As destination of choice for many short-term study abroad programs, Berlin offers students of German language, culture and history a number of sites richly layered with significance. The complexities of these sites and the competing narratives that surround them are difficult for students to grasp in a condensed period of time. Using approaches from the spatial humanities, this article offers a case study for enhancing student learning through the creation of digital maps and itineraries in a campus-based course for subsequent use during a three-week program in Berlin. In particular, the concept of deep mapping is discussed as a means of augmenting understanding of the city and its history from a narrative across time to a narrative across the physical space of the city. As itineraries, these course-based projects were replicated on site. In moving from the digital environment to the urban landscape, this article concludes by noting meanings uncovered and narratives formed as we moved through the physical space of the city.


2020 ◽  
Vol 8 (1) ◽  
Author(s):  
Khangelani Moyo

Drawing on field research and a survey of 150 Zimbabwean migrants in Johannesburg, this paper explores the dimensions of migrants’ transnational experiences in the urban space. I discuss the use of communication platforms such as WhatsApp and Facebook as well as other means such as telephone calls in fostering the embedding of transnational migrants within both the Johannesburg and the Zimbabwean socio-economic environments.

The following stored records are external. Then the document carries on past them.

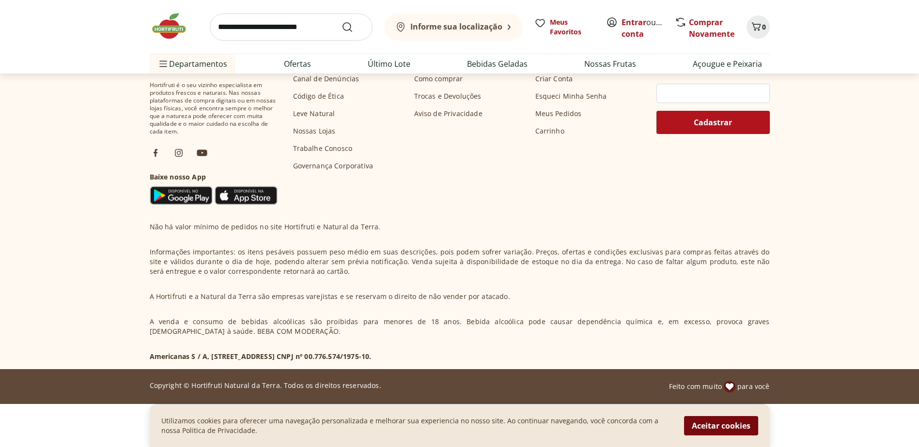  I want to click on a: Carrinho, so click(550, 131).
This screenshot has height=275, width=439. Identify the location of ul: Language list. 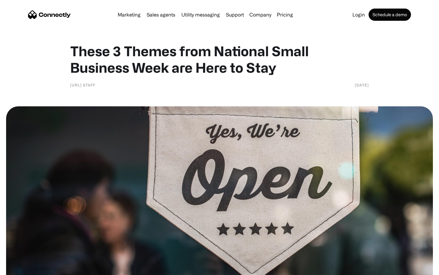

I engage this migrant-embedding using Bourdieusian concepts of “transnational habitus” and “transnational social field,” which are migration specific variations of Bourdieu’s original concepts of “habitus” and “social field.” In deploying these Bourdieusian conceptual tools, I observe that the dynamics of South–South migration as observed in the Zimbabwean migrants are different to those in the South–North migration streams and it is important to move away from using the same lens in interpreting different realities. For Johannesburg-based migrants to operate within the socio-economic networks produced in South Africa and in Zimbabwe, they need to actively acquire a transnational habitus. I argue that migrants’ cultivation of networks in Johannesburg is instrumental, purposive, and geared towards achieving specific and immediate goals, and latently leads to the development and sustenance of flexible forms of permanency in the transnational urban space.